Entertainment Magazine

Chelsea Wolfe’s Abyss

Posted on the 16 October 2015 by Thewildhoneypie @thewildhoneypie

Chelsea Wolfe’s Abyss

In her short but accomplished career, Chelsea Wolfe has shown herself to be a woman unafraid to confront the realm of darkness. She’s also not bashful when it comes to naming albums. Apokalypsis, Pain Is Beauty and Abyss are all bold, fully loaded titles, the kind which could leave Wolfe looking like a pretender peddling empty threats if she didn’t deliver on the connotations they produce. But if there’s one thing this enigmatic talent does with ferocity…it’s deliver!

Abyss is her fourth feature length production, and although perhaps not as consistently staggering as it’s predecessor, it houses some of Wolfe’s most powerful work to date. Blending dark and light dynamics is by no means a new trick, but it’s one that Wolfe has mastered with aplomb. The density of “Iron Moon” is a jarring, yet perfect example. The gentle, tender string plucking and brittle whisper of the singer’s voice sandwiched between terrifying bursts of doom metal is one of the most beautiful examples of brutality and heartbreak your likely to hear period.
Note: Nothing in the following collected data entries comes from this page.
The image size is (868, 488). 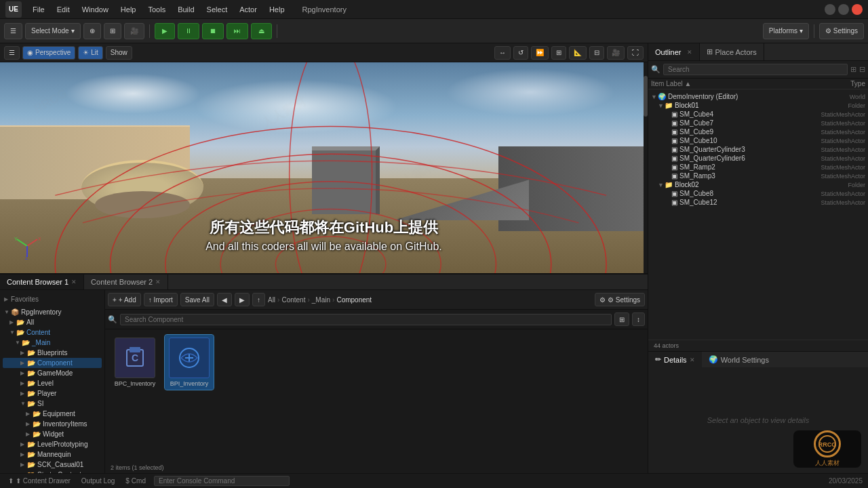 What do you see at coordinates (578, 53) in the screenshot?
I see `angle-btn: 📐` at bounding box center [578, 53].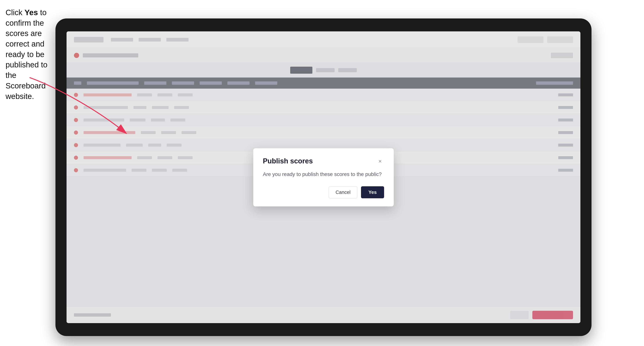 The height and width of the screenshot is (346, 644). Describe the element at coordinates (324, 192) in the screenshot. I see `modal-footer: Cancel Yes` at that location.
It doesn’t begin and end there, though. The vast majority of the record really digs deep into the thorny dichotomy of terror and melancholy. On one side of the equation you have scuzzy, distorted feedback and controlled explosions of fury, grinding mechanics that not only anchor tracks like “Dragged Out” and “Carrion Flowers” but also give the album a  jagged structure to build itself upon. This not only adds a heft of dramatic flair to the powerful and red raw emotion within her songwriting, but it also allows some of Wolfe’s more aggressive and abrasive tendencies to really blossom and come to fruition. The flip side to this is the quiet devastation that she causes with very little supporting her.

“Maw” cuts deep with very little force behind it — a large part of the song is made up of the singers drifting vocals, solemn single notes on her guitar and eerily, entwined strings which are somewhat reminiscent of the ice dance from Edward Scissorhands, albeit much darker and stripped down. “Crazy Love” see’s Wolfe go back to the basics and build a composition mainly around acoustic chords, however reverb and the downward spiral of strings that sit behind the core elements make for a much large larger sounding song. Likewise “Survive” utilises simple guitar work and vocals to similar effect whilst a building drum beat and a doctored, metallic ambience continues to unravel.

However, it’s not just inventive reshaping of previously used elements on show with Abyss. “After The Fall” is a track that utilises all of the above yet throws in the use of synthesisers, keyboards and electronics to dig a digital chasm. Wolfe has created various depictions of intensity through analog and organic instrumentation in the past — getting a peek at what she could achieve if she was to go fully electronic sends a shiver of genuine excitement into the ether.

Dynamic, powerful, emotive and engaging in so many ways, Abyss is a dark, unashamed cave of brutal honesty. Wolfe has really hit her stride, yet still continues to look for new paths to orientate. Her album titles alone might sound like poems you’re likely to find in a high schoolers journal, but the passion, the power and the unflinching commitment to the ideas behind them make Chelsea Wolfe one of the most exciting solo artists on the market today.